Thanks for the feedback @bttf. Overall I agree that we do need to be able to host the dev tools panel, the popup, and options pages, but I disagree with blocking this merge, as I think Storybook is a tool that can help us get to those goals faster, as well as get the feature work done we need to get done.

The main goal is to improve DX of the app in general (re-instate hot-reloading, which we lost when we switched to a webpack-based build)

That's a good goal to have, but that is not the goal of this PR. The goal of this PR is to allow me to build out the new functionality I need to build out, and setting up Storybook is the quickest way to do that.

I think your concern is valid and we should add that to the issues. It looks like there's an existing issue open for new architecture, perhaps you can handle that in that ticket since you were working on that. The responsibility of that ticket is changing the build and the architecture, which seems like a great place to handle that.

My goal with this set of changes is so that I can build faster and build the new set of functionality in isolation that I need to build. To quote the Storybook site:

Build UI components and pages in isolation Implement components and pages without needing to fuss with data, APIs, or business logic.

You can read more about all the problems Storybook solves: https://storybook.js.org/docs/react/get-started/why-storybook

Allowing us to serve the various parts of the app is a good idea that I 100% agree with, but would require a substantial refactor. Doing so would require us to refactor the app to follow presentational-container component architecture, and Storybook is a tool to help with that.

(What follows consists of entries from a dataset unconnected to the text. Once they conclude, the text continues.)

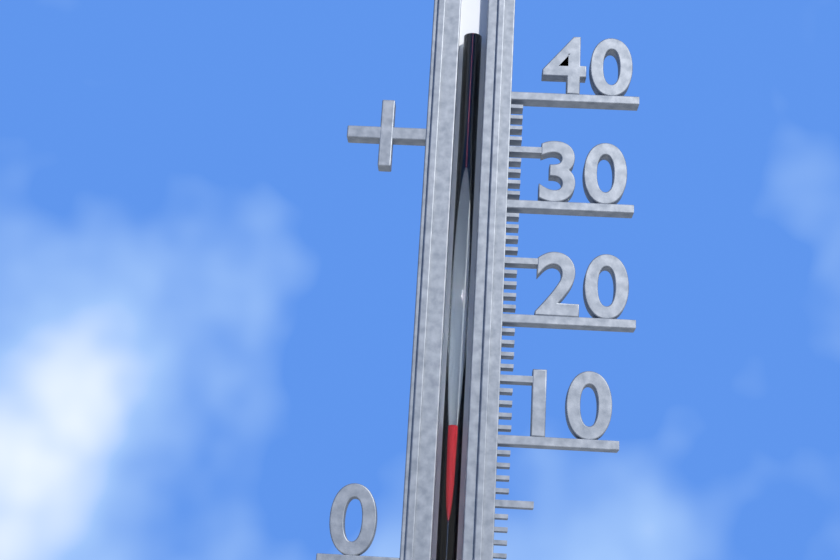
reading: 11 (no unit)
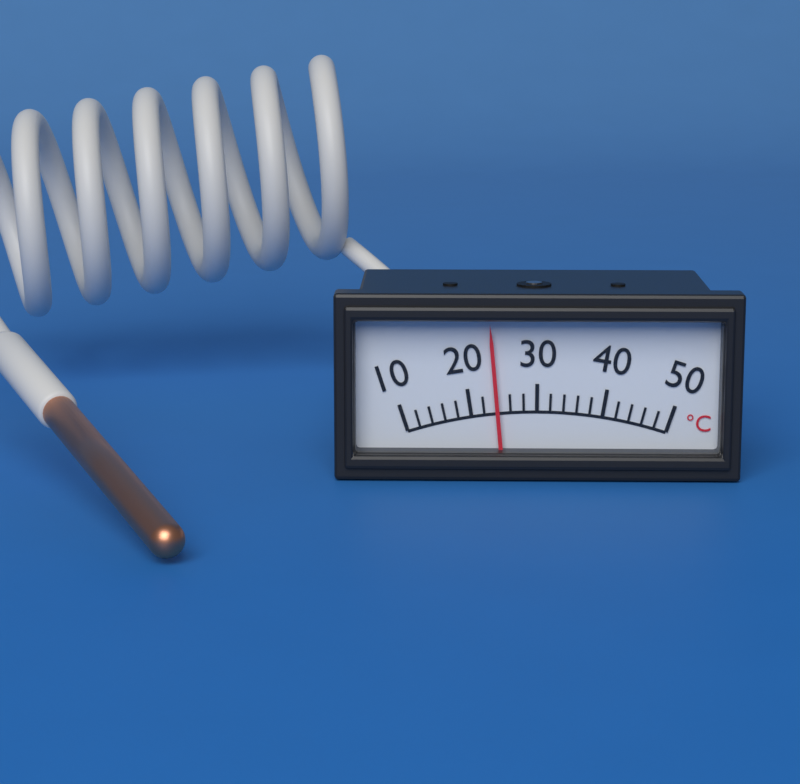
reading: 24 °C
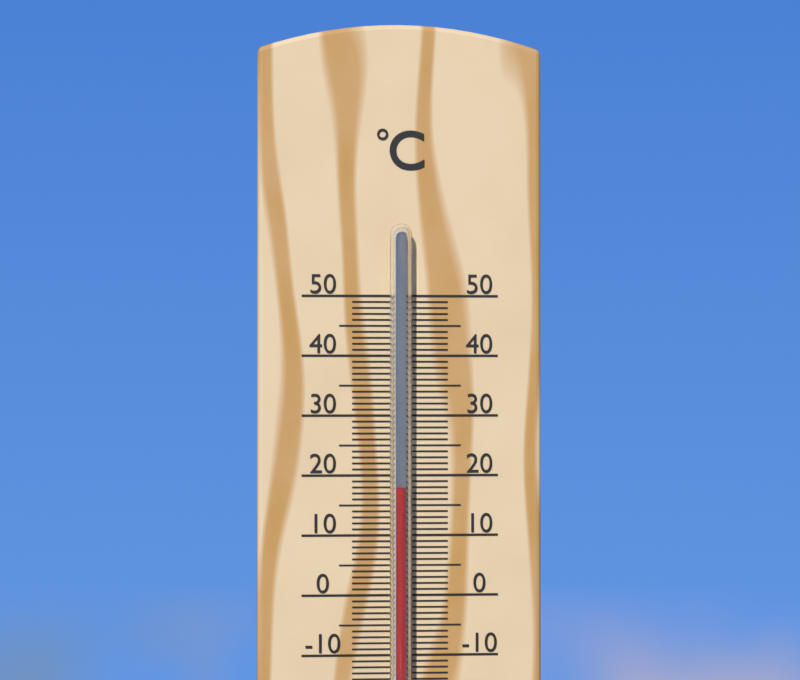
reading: 18 °C
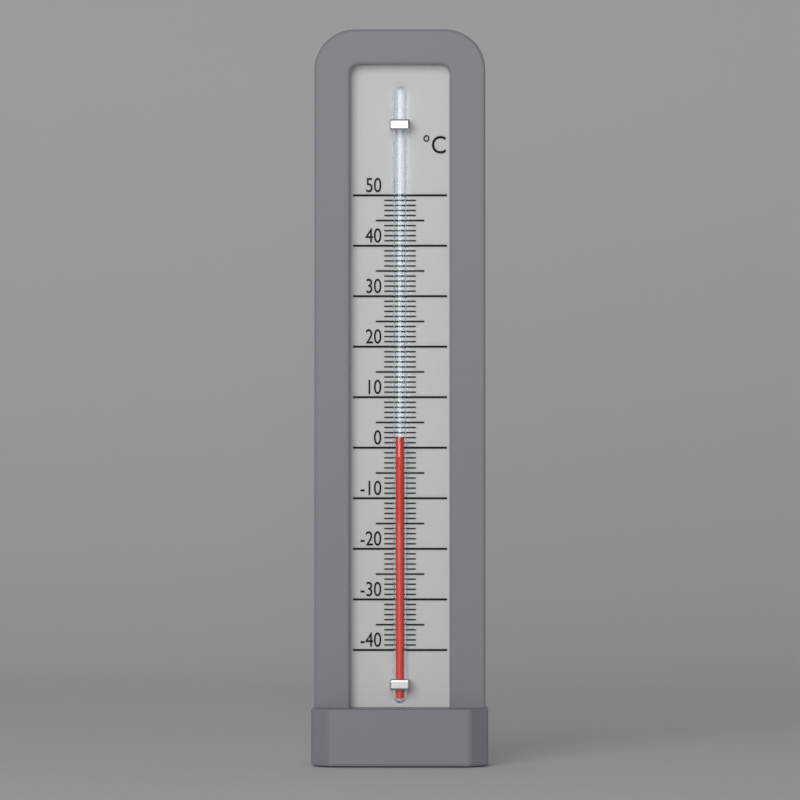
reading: 2 °C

Adding Storybook does not add to the bundle and it does not get in the way of us being able to eventually be able to serve the dev tools panel, it's an optional server developers can run alongside the real one (which is what I've been doing). It actually helps us in that respect since it gives us a place to build out and test the presentational aspects that don't rely on chrome.

I would argue this is a good set of tools that should be merged. Do you feel Storybook can detract from, or take away from or goals, or negatively impact the tooling? If not, I'd recommend merging it and tackling the larger architectural concerns in the future.

jdorn commented 1 year ago

I think both Storybook and Webpack dev server are valuable for different things. Storybook for isolated component UX, Dev server for bigger changes. So I think we should do both in the long run.

Given the strict deadline for version 2.0 and the visual editor PR, my preference would be to wait to merge this until after the release.